Krazy Kat: The Stork Exchange


So, International Film Service and then Bray Productions took shots at adapting George Herriman’s great yet obscurant comic strip Krazy Kat to silent animation, with results that I would describe as successful cartoons but not really Krazy Kat. And yet a third series of cartoons based on the never-all-that-popular comic strip was created in the mid-to-late 1920s, still before the successful introduction of sound to motion pictures. This one ran at least 97 pictures, if Wikipedia’s filmography hasn’t got errors in it.

This installment, “The Stork Exchange”, was originally released the 17th of December, 1927, something you might have guessed from the Charles Lindbergh joke in it. I think it’s a reasonably solid silent cartoon: Krazy wanders into the Stork Factory where babies get made, is for faint reasons put in charge of it, and struggles to do so. To add to the historic interest this was a “lost” film, believed destroyed sometime around 1948 when its producer, Margaret J Winkler, disposed of old nitrocellulose-based film stock of stuff people weren’t watching anyway. A copy was found in 2004 at a British Film Institute archive.

The version I have embedded here, from YouTube, features a generic soundtrack featuring what sound to me like Les Paul-ish strumming around songs I can’t really name. The opening one I think of as “Mother Gooseland” because of a Betty Boop cartoon, and the closer seems to be “Listen To The Mockingbird”, for what that’s worth.

But as an adaptation of the comic strip? The example here doesn’t give much reason to think anyone involved with it knew there was a comic strip. Why even bother calling it Krazy Kat? The answer that seems obvious to me involves two facts. One: the first of this series of Krazy Kat cartoons, animated by Charles Mintz’s studios and distributed by M J Winkler, was released on the first of October, 1925. Two: “Felix Dopes It Out”, the last Felix the Cat cartoon distributed by Winkler, was released on the 15th of August, 1925, with the most successful silent cartoon star going to Educational Pictures from the week after that.

With that, suddenly, a lot of the cartoon makes more sense, starting with why there should be a third string of Krazy Kat cartoons at all, and then why they should be about a plucky character with a certain drive that I just don’t see in the comic strip character, and why they should embrace silent-cartoon conventions like everything in the world being animate or potentially so, and why something like the fable of storks bringing babies should bring someone to a cloud-based factory where raw ingredients are ground together into babies. As a Felix the Cat cartoon — well, I admit I’m not a connoisseur of Felix, and a more serious fan might have stronger feelings. But as a Felix cartoon this feels to me like a pretty decent installment, interesting and well-paced and even plotted better than the average silent. I wonder if Ignatz Mouse appears in any of the cartoons.

The Platonic Stooge


A little while ago the Three Stooges’ short Hello Pop, from 1933, was discovered. It had been lost, thought to be destroyed in a 1967 archive fire, but it turned out it was just hiding out in Australia after running up some debts with a mob of wallaroos. Happens to the best of us. Here’s the thing that captures my imagination: this was the only Three Stooges short thought to be lost. So as far as the human intellect is able to understand, there are no missing or absent works from the whole Three Stooges catalogue of films. The complete record is there.

Now what this makes me think of is the remarkable fact that, again as best we can determine, there aren’t any lost works of Plato. There aren’t any references we can find to a book he’d written that’s now lost, which is staggering considering that your typical ancient Greek writer — your Hipparchos or Aporia or Hypochondria or the like — ran about eighteen lost works to one that anyone ever actually saw. Aristophanes is thought to have pitched two or three plays into the wine-dark sea for every one he had performed just because that was the thing to do in that time. So it’s stunning we have any complete sets of any of the ancients, especially when it’s one of your name-brand greats like Plato.

So of all the things that the Three Stooges and that Plato might have in common, who would have guessed that there were any?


(Work item): Every record must be retyped exactly as it reads.

===== Source material =====

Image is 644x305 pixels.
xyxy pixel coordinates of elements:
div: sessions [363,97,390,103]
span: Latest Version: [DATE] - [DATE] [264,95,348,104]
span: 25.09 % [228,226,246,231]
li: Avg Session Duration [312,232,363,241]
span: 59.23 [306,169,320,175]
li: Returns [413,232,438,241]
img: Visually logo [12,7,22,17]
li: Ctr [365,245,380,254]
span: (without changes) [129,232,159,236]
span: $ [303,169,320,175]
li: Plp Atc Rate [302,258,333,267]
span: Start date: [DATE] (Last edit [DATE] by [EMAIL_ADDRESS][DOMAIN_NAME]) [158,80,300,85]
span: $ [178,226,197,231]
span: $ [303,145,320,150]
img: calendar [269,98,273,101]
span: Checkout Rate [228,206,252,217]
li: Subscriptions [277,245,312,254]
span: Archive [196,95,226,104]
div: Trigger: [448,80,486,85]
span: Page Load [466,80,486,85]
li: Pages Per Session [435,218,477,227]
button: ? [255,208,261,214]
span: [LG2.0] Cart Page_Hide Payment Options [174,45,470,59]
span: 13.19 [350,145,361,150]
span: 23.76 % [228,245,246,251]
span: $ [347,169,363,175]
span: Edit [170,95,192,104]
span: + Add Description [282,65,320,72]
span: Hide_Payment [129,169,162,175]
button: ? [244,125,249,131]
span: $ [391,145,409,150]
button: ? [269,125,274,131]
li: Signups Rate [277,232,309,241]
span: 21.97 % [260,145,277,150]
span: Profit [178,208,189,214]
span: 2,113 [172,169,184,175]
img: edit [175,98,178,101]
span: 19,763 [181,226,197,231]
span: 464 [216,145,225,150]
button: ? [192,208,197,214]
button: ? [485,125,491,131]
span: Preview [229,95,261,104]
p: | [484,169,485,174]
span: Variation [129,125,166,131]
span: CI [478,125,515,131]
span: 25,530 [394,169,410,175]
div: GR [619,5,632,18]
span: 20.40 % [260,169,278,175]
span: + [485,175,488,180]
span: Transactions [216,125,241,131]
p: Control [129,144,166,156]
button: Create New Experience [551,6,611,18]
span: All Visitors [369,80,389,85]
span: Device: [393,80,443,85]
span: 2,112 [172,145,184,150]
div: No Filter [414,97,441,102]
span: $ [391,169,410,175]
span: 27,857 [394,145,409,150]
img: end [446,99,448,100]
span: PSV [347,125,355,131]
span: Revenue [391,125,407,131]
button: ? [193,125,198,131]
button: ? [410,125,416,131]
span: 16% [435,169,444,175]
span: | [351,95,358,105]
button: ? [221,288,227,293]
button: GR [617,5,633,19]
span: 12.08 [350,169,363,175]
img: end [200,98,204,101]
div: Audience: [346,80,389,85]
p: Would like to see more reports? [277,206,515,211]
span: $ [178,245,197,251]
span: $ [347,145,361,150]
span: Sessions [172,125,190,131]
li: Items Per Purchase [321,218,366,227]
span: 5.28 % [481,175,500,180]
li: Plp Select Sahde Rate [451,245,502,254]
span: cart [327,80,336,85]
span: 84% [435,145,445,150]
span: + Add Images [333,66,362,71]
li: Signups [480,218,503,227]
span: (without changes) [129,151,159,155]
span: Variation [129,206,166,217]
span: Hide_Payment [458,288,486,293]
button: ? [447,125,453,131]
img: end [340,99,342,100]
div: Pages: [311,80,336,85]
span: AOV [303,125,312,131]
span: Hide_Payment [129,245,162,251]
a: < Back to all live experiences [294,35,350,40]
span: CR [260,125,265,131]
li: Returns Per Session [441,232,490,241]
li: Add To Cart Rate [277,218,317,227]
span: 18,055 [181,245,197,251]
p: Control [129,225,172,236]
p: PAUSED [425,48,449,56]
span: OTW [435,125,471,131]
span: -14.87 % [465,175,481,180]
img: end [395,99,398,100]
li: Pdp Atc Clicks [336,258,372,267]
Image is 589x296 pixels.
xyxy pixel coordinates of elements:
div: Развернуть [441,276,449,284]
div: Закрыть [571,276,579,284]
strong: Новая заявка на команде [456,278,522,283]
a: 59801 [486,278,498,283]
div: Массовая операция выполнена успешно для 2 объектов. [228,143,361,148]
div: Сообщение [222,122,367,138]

=====

(Solved problem):
Image is 644x305 pixels.
xyxy pixel coordinates of elements:
div: sessions [363,97,390,103]
span: Latest Version: [DATE] - [DATE] [264,95,348,104]
span: 25.09 % [228,226,246,231]
li: Avg Session Duration [312,232,363,241]
span: 59.23 [306,169,320,175]
li: Returns [413,232,438,241]
img: Visually logo [12,7,22,17]
li: Ctr [365,245,380,254]
span: (without changes) [129,232,159,236]
span: $ [303,169,320,175]
li: Plp Atc Rate [302,258,333,267]
span: Start date: [DATE] (Last edit [DATE] by [EMAIL_ADDRESS][DOMAIN_NAME]) [158,80,300,85]
span: $ [178,226,197,231]
span: $ [303,145,320,150]
img: calendar [269,98,273,101]
span: Checkout Rate [228,206,252,217]
li: Subscriptions [277,245,312,254]
span: Archive [196,95,226,104]
div: Trigger: [448,80,486,85]
span: Page Load [466,80,486,85]
li: Pages Per Session [435,218,477,227]
button: ? [255,208,261,214]
span: [LG2.0] Cart Page_Hide Payment Options [174,45,470,59]
span: 13.19 [350,145,361,150]
span: 23.76 % [228,245,246,251]
span: $ [347,169,363,175]
span: Edit [170,95,192,104]
span: + Add Description [282,65,320,72]
span: Hide_Payment [129,169,162,175]
button: ? [244,125,249,131]
span: $ [391,145,409,150]
button: ? [269,125,274,131]
li: Signups Rate [277,232,309,241]
span: 21.97 % [260,145,277,150]
span: Profit [178,208,189,214]
span: 2,113 [172,169,184,175]
img: edit [175,98,178,101]
span: 19,763 [181,226,197,231]
span: 464 [216,145,225,150]
button: ? [192,208,197,214]
button: ? [485,125,491,131]
span: Preview [229,95,261,104]
p: | [484,169,485,174]
span: Variation [129,125,166,131]
span: CI [478,125,515,131]
span: 25,530 [394,169,410,175]
div: GR [619,5,632,18]
span: 20.40 % [260,169,278,175]
span: + [485,175,488,180]
span: Transactions [216,125,241,131]
p: Control [129,144,166,156]
button: Create New Experience [551,6,611,18]
span: All Visitors [369,80,389,85]
span: Device: [393,80,443,85]
span: 2,112 [172,145,184,150]
div: No Filter [414,97,441,102]
span: $ [391,169,410,175]
span: 27,857 [394,145,409,150]
img: end [446,99,448,100]
span: PSV [347,125,355,131]
span: Revenue [391,125,407,131]
button: ? [193,125,198,131]
button: ? [410,125,416,131]
span: 16% [435,169,444,175]
span: | [351,95,358,105]
button: ? [221,288,227,293]
button: GR [617,5,633,19]
span: 12.08 [350,169,363,175]
img: end [200,98,204,101]
div: Audience: [346,80,389,85]
p: Would like to see more reports? [277,206,515,211]
span: $ [178,245,197,251]
span: $ [347,145,361,150]
span: Sessions [172,125,190,131]
li: Items Per Purchase [321,218,366,227]
span: 5.28 % [481,175,500,180]
li: Plp Select Sahde Rate [451,245,502,254]
span: cart [327,80,336,85]
span: 84% [435,145,445,150]
span: + Add Images [333,66,362,71]
li: Signups [480,218,503,227]
span: (without changes) [129,151,159,155]
span: Variation [129,206,166,217]
span: Hide_Payment [458,288,486,293]
button: ? [447,125,453,131]
img: end [340,99,342,100]
div: Pages: [311,80,336,85]
span: AOV [303,125,312,131]
span: Hide_Payment [129,245,162,251]
a: < Back to all live experiences [294,35,350,40]
span: CR [260,125,265,131]
li: Returns Per Session [441,232,490,241]
li: Add To Cart Rate [277,218,317,227]
span: 18,055 [181,245,197,251]
p: Control [129,225,172,236]
p: PAUSED [425,48,449,56]
span: OTW [435,125,471,131]
span: -14.87 % [465,175,481,180]
img: end [395,99,398,100]
li: Pdp Atc Clicks [336,258,372,267]
Image is 589x296 pixels.
xyxy pixel coordinates of elements:
div: Развернуть [441,276,449,284]
div: Закрыть [571,276,579,284]
strong: Новая заявка на команде [456,278,522,283]
a: 59801 [486,278,498,283]
div: Массовая операция выполнена успешно для 2 объектов. [228,143,361,148]
div: Сообщение [222,122,367,138]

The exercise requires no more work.